But not before Jackson killed Kimberly Aragón-Nuñez at the scene and mortally injured Janice Flores; she died in a hospital. Kim, a Pojoaque High School grad who went on to earn a college degree, was the daughter of Pete and Joyce Aragón, and the wife of Noel Nuñez.

Two tragic deaths — reminders that life is fleeting, and to be cherished, as the smiling, singing Mrs. Nuñez did.

Compounding the tragedy are a couple of things: Our justice system failed to revoke Jackson's probation last week. There was cause — but a state judge took no action on it, instead, the Albuquerque Journal reports, continuing his probation.

So he robbed a bank on the city's east side, the amount still undisclosed — and police pursued him at high speed onto I-40. He turned off at Coors, and seconds later tore into Aragón-Nuñez's car.

The police had no way of knowing that their chase would lead to the young women's deaths — yet surely they, their department and law-enforcement agencies everywhere realize the risks of high-speed pursuit.

Whoever they're chasing, speeders or the likes of Jeremiah Jackson, police should know better than anyone that the danger to the public goes up exponentially with the speedometer needle. The person being pursued now is wielding a dangerous wheeled weapon, as Northern New Mexicans also have learned to our sorrow.

Officers must be given broad discretion — yet just as their departments demand caution in pulling and firing their weapons, there's got to be a high standard of care when gassing their vehicles.

Can't a backup car intercept the suspect? Can't a roadblock be made, or spike strips be laid in the fugitive's path? Maybe not in this case. But if the officer has the license number of the car in question, wouldn't it make more sense to end the chase and track down the vehicle later on?
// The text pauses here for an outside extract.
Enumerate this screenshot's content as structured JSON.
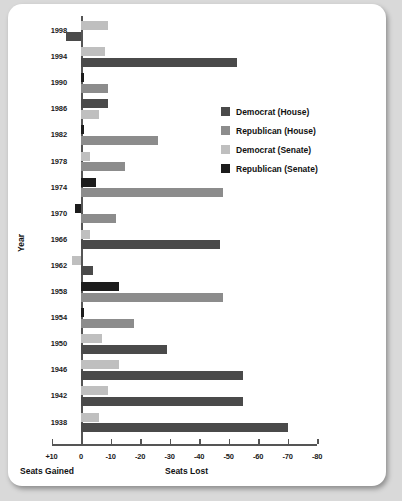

Maybe not; maybe the van was stolen. But is the eventual outcome of the case worth a ton and a half of metal in untrained hands hurtling down streets and highways?

According to some law-enforcement figures, perhaps outdated now that many police forces have responded to them, death strikes in a high percentage of police pursuits.

Albuquerque police have a policy of pursuing only violent felons; this one arguably comes under that category. Nonetheless, the department, too late as far as the families of these two young ladies are concerned, says it will review its pursuit policy.

It's a tough call: Permission to pursue, in many parts of the country, has resulted in fewer crimes, car thefts especially.

If police departments flatly prohibited pursuit, they'd be telling criminals to step on the gas and take their chances that the officer didn't get their number — or that they could alibi their way out of trouble. Law enforcers, and the justice system they represent, enjoy too little respect as it is.

So it comes down to being reasonable — somewhere between movie-style machismo and letting the bad guy go. Officers should err on the side of catching the bad guy later.

Intense police-academy training in pursuit techniques and philosophy must be urged on law-enforcement leaders — who, we hope, are discussing this case locally, thinking of ways to avoid another such incident and those that struck Santa Fe County a decade ago. Most of all, officers should be reminded to resist urges as old as horse posses — and use common sense.